The last time household debt was nearly this high was in 2007, just before the Great Recession. Similarly, between 1913 and 1928, the ratio of personal debt to the total national economy nearly doubled. Then came the Great Crash.

See a pattern?

The problem isn’t that Americans are living beyond their means. It’s that their means haven’t been keeping up with the growing economy. Most gains have gone to the top. If the majority of households had taken home a larger share of national income, they wouldn’t have needed to go so deeply into debt.

Without wage growth, American workers can’t continue to buy without going into deeper debt.

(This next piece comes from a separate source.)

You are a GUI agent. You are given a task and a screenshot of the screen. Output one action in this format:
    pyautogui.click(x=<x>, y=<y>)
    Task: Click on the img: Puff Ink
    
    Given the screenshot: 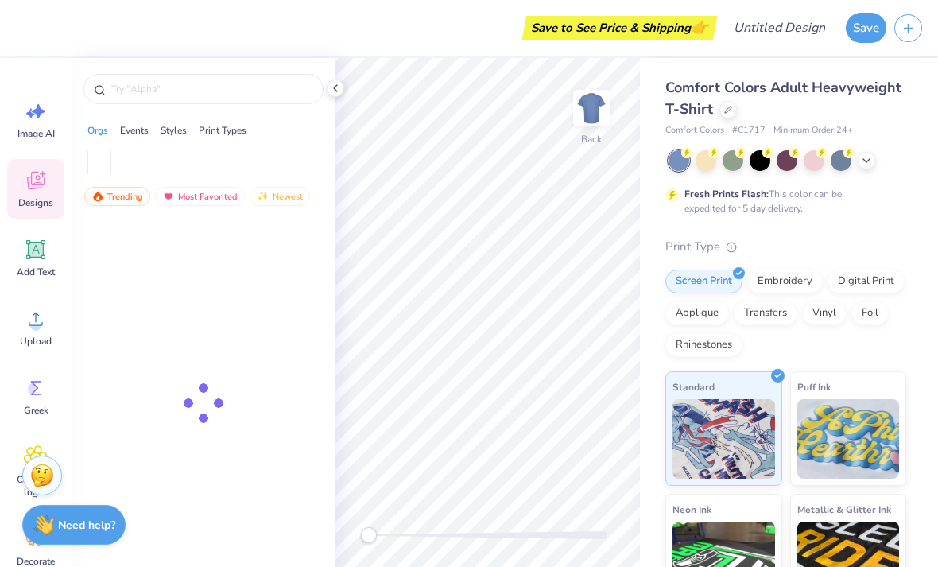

Unless they continue to buy, the economy can’t continue to move forward.

It’s the same sort of trap that preceded the 2008 and 1929 crashes.

After the 1929 crash, the government invented new ways to boost the wages of most Americans – social security, unemployment insurance, overtime pay, a minimum wage, the requirement that employers bargain with labor unions, and, finally, a full-employment program called the second world war.

By contrast, after the 2007 crash the government bailed out the banks and pumped enough money into the economy to stop the slide. But apart from the Affordable Care Act, nothing was done to address the underlying problem of stagnant wages.

Ten years after the start of the Great Recession, we face another economic precipice.

It’s important to understand that the root cause of those former collapses wasn’t a banking crisis. It was the growing imbalance between consumer spending and total output – brought on by stagnant wages and widening inequality.

That imbalance is back. Trump is making it worse.



 Trump terá discutido demissão do presidente da Fed
O canal de televisão CNN divulgou que Trump sondou os seus assessores sobre se teria base legal para demitir Jerome Powell, uma decisão sem precedentes.
Trump terá discutido demissão do presidente da Fed
Negócios com Lusa
22 de dezembro de 2018 às 23:37

A imprensa norte-americana noticia hoje que o Presidente, Donald Trump, discutiu em privado a demissão do presidente do banco central pela sua decisão de aumentar as taxas de juro.

 Contactado pela agência France Presse, a Reserva Federal norte-americana ainda não comentou essas notícias, que citavam fontes próximas de Donald Trump.

 Wall Street registou a maior queda semanal desde 2008, agravada pelo aumento das taxas de juro, a ameaça de bloqueio do governo norte-americano, a guerra comercial e os receios de uma desaceleração económica nos Estados Unidos

 O canal de televisão CNN divulgou que Trump sondou os seus assessores sobre se teria base legal para demitir Jerome Powell, uma decisão sem precedentes.

 Ao contrário dos seus antecessores, Trump critica muitas vezes as decisões da Reserva Federal, afirmando na semana passada que aumentar as taxas de juro seria um erro.

 Ainda no dia anterior ao anúncio da quarta subida de juros do ano, Trump pediu à Fed para não subir as taxas de juro. "É incrível que com um dólar muito forte e praticamente sem inflação, com o mundo a explodir à nossa volta, Paris a arder e a China em queda, a Fed esteja sequer a considerar mais uma subida de juros", escreveu Donald Trump no Twitter.

 Há meses que o presidente norte-americano critica a trajectória da política monetária adoptada pelo líder do banco central, acusando Jerome Powell de penalizar o crescimento da economia com a subida dos juros.

Em Outubro, Trump afirmou que a Fed estava a "cometer um enorme erro" ao manter o ritmo de normalização da política monetária. Disse ainda que os governadores do banco central estavam "doidos" e que a política da instituição é "demasiado agressiva".